As soon as StackOverflow is offline, I loose all my JavaScript capabilities.
I’m more C++ oriented.
Sure I can debug JS code in the browser, but that’s not how I work.
Apart from that, if the JS decoder can no longer be > N kB in size, I cannot use it in the TTN console anymore for testing. That was the point I wanted to make.
ESPEasy users for sure need their own TTN account as soon as they want to use this platform for receiving their data as I don’t want anything to do with data that’s not mine.
My goal is to make it as easy as possible to use sensors to collect data yourself and encourage users to be as creative as possible in how to use it.
This is also why I took quite a lot of effort to make the TTN link from ESPEasy as easy as possible, so you won’t have a steep learning curve to get started and thus also added an “ESPEasy vendor definition” to pick from.
When using this route, there is a single decoder for potentially all ESPEasy users, but it is clear some will make their own plugins and will extend on the decoder, so there will be forks of the decoder script for sure.
I really do understand why some limits may be needed here, so therefore I would like to know how something can be implemented to allow scaling up without adding a lot of complexity.
One way could be to have some decoder which only needs to be fed a (small) JSON per node to present the strings needed to make the decoded data structure more readable.
But that’s already a rather different approach from what’s currently present in the TTN environment.
How ESPEasy users receive and process their data is unknown to me.
Like I said, I use it via Python and MQTT, but as soon as the number of options to get the data grow, the more complex it gets to implement decoders and/or detecting whether it needs to be decoded per message.
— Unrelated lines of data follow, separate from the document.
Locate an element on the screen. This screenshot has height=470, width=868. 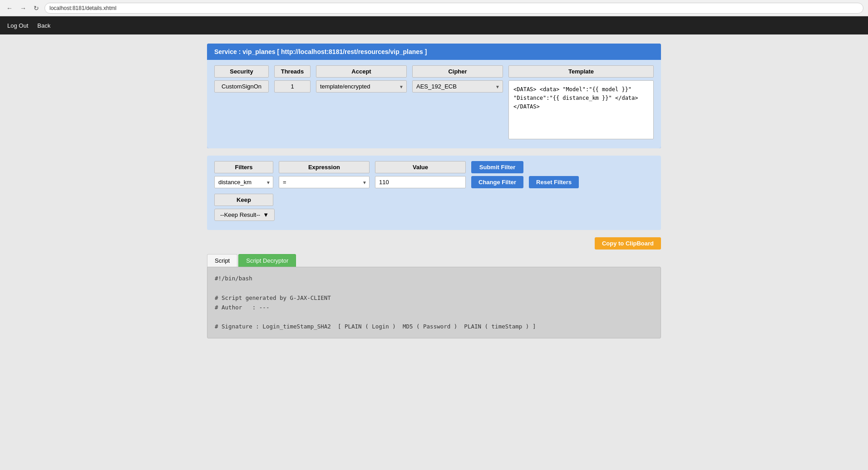
tab-script: Script is located at coordinates (222, 260).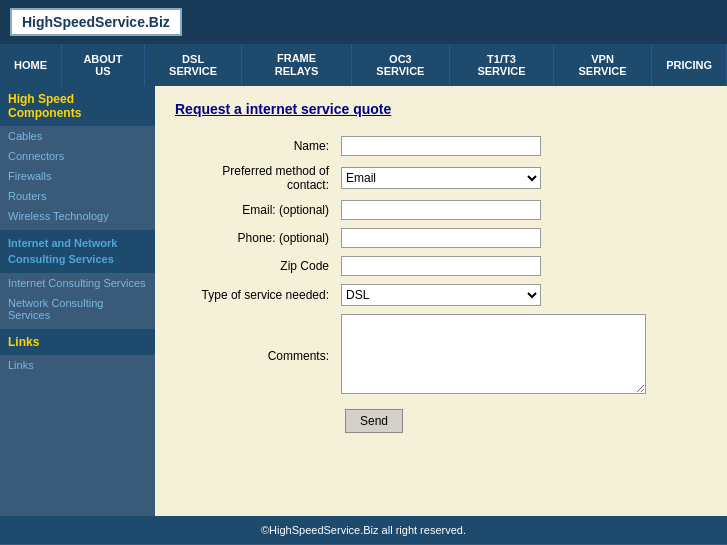 Image resolution: width=727 pixels, height=545 pixels. What do you see at coordinates (78, 106) in the screenshot?
I see `sidebar-header-highspeed: High Speed Components` at bounding box center [78, 106].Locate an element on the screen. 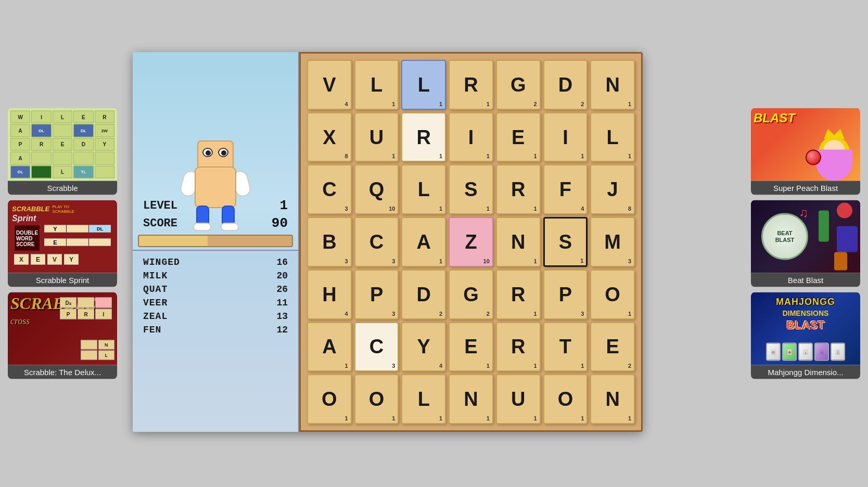 Image resolution: width=868 pixels, height=487 pixels. bb-shape-blue is located at coordinates (847, 239).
Therefore I’m not sure that’s the way to go.
If the TTN backend does have performance/resource issues decoding using JavaScript, I can also turn my decoder into another language and like I said if decoding and “interpreting” could be separated to ease resource usage, I’m all in favor of implementing it for ESPEasy.
But then I need to get an idea of what really causes these performance issues.
What is the main problem here?
I can imagine having a 100k decoder script for every node out there is using quite a lot of storage.
So if that can be split into let’s say a 100k decoder for all ESPEasy users and an 1k description JSON file per set of nodes, that would make already a big difference.
The decoding itself is only needed when a message is arrived, so that may scale somewhat linear with the number of messages being processed.
And like I said, we can of course distinguish between “decoding all” and “only decode header” for those that may process the data on ESPEasy nodes. (N.B. there is also RpiEasy, which is built for Raspberry Pi, same UI, rules and plugin/controller structure as ESPEasy)
So in short, I must understand where the real bottleneck is and also whether or not it is feasible to split the decoder and node description into some form where it tackles the potential bottleneck(s) and still makes it as easy to use as possible.
But I like to avoid having to maintain several decoders for several use cases.
One to run on the TTN servers and one inside ESPEasy nodes would be doable, but not more.
As you may have seen, the current decoder already defaults to 1…4 floating point values with 4 decimals for those plugins that are unknown to the decoder. So you will not see a descriptive label, but it may already work as that’s the format usable for the majority of ESPEasy plugins.
The “description JSON” I mentioned could be as simple as just describing the labels for a specific plugin and/or task and the decoder can be extended for those plugins that really benefit from a plugin specific decoder like the GPS and sysinfo plugin I mentioned (and some more already implemented)
As ESPEasy is (finally) getting some more attention from others also actively (and frequently) committing code, the number of plugins is growing quite fast lately. So I would not be surprised if we reach the current limit of 255 plugins in the next 2 years.